The giant is Charles Byrne who died in 1783 and he shares his glass cabinet with the skeletons of Mr Jeffs (long dead of a painful genetic disorder) and a seven-month foetus.
Byrne, who was 7foot 7inches tall, was one of several Irish giants who exhibited themselves in Georgian England. (He suffered from something called pituitary gigantism.) It cost 2s6d to visit the 22-year-old giant in his genteel apartment at an umbrella shop behind the Mall. Children and liveried servants, 1s.
The giant was in London for barely more than a year. His health deteriorated after he was robbed of his substantial life savings of £700 and he took to drink. Maybe out of loneliness or despair ... or maybe sheer terror. He had already caught the eye of the surgeon John Hunter, founder of this same Hunterian Museum. Who paid a man to follow the ailing giant's every move.
Think of it ... to know that the grave robber covets your body even before you are dead.
The dying giant left instructions that he was to be buried at sea in a lead coffin. But, en route to the coast at Margate, one of his friends was bribed by Hunter to sell him the corpse.
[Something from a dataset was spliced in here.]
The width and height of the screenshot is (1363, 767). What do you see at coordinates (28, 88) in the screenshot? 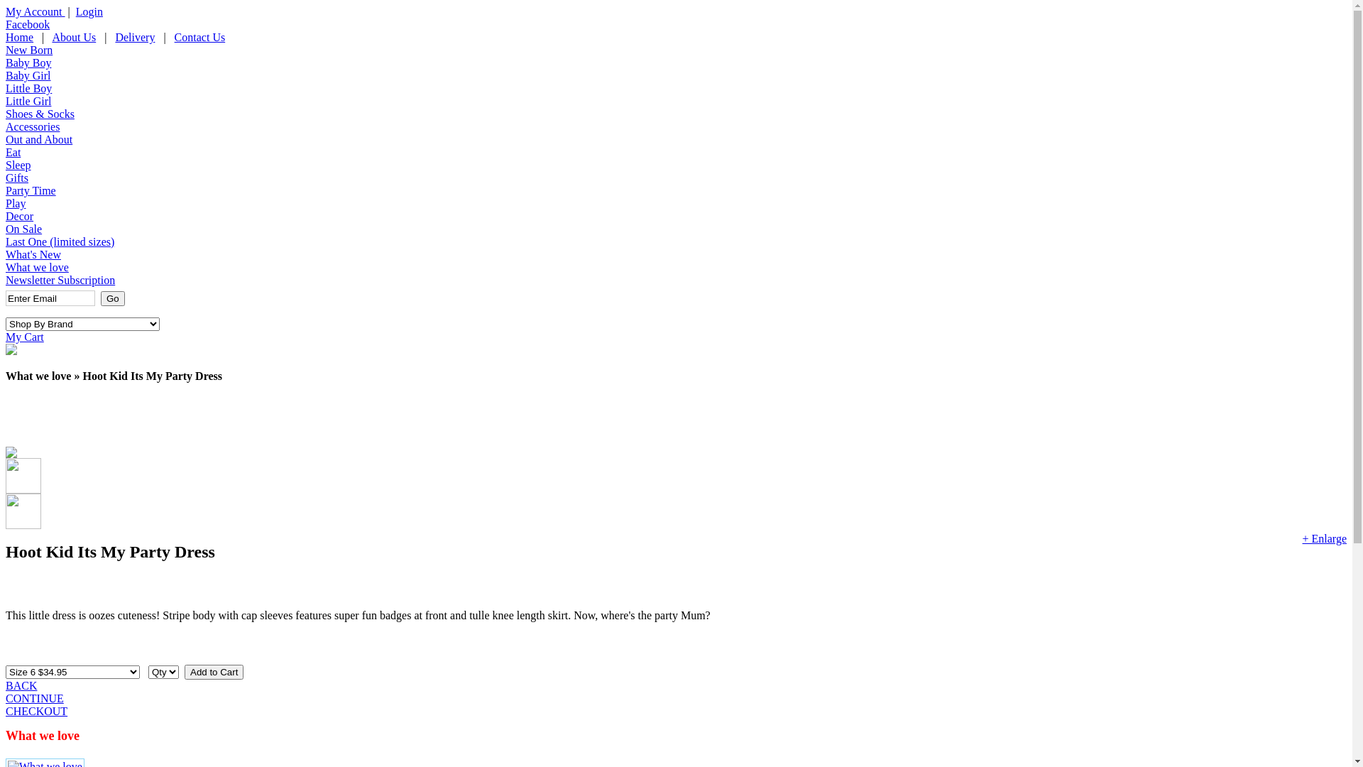
I see `Little Boy` at bounding box center [28, 88].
The surgeon boiled the giant's remains down to the skeleton, hid it for four years, then put it on display in the original museum at his house in Leicester Square. There has been some recent controversy about whether the museum should now do the decent thing and belatedly bury the giant at sea. (To be fair to Hunter, he carried out post-mortems on several of his own friends and family and was himself dissected when he eventually died in 1793.)
My first thought was that all this would make a great novel. Then I discovered that Hilary Mantel had the same idea.
But as I was heading for Trafalgar Square, anyway, for the Lucian Freud exhibition, I made a detour to see if I could find the street where the giant had his elegant apartment.
There's no blue plaque ... just government buildings, the back of a hotel, a multi-storey car park. Nothing to see - but I loitered, anyway, fascinated to think that an Irish giant had walked this street in fear 200 years ago.
I went past again on a bus a few days later with my 11-year-old niece and so I told her the story. She looked at me with withering disdain and utter boredom ...
I bet Hilary Mantel has a more receptive family.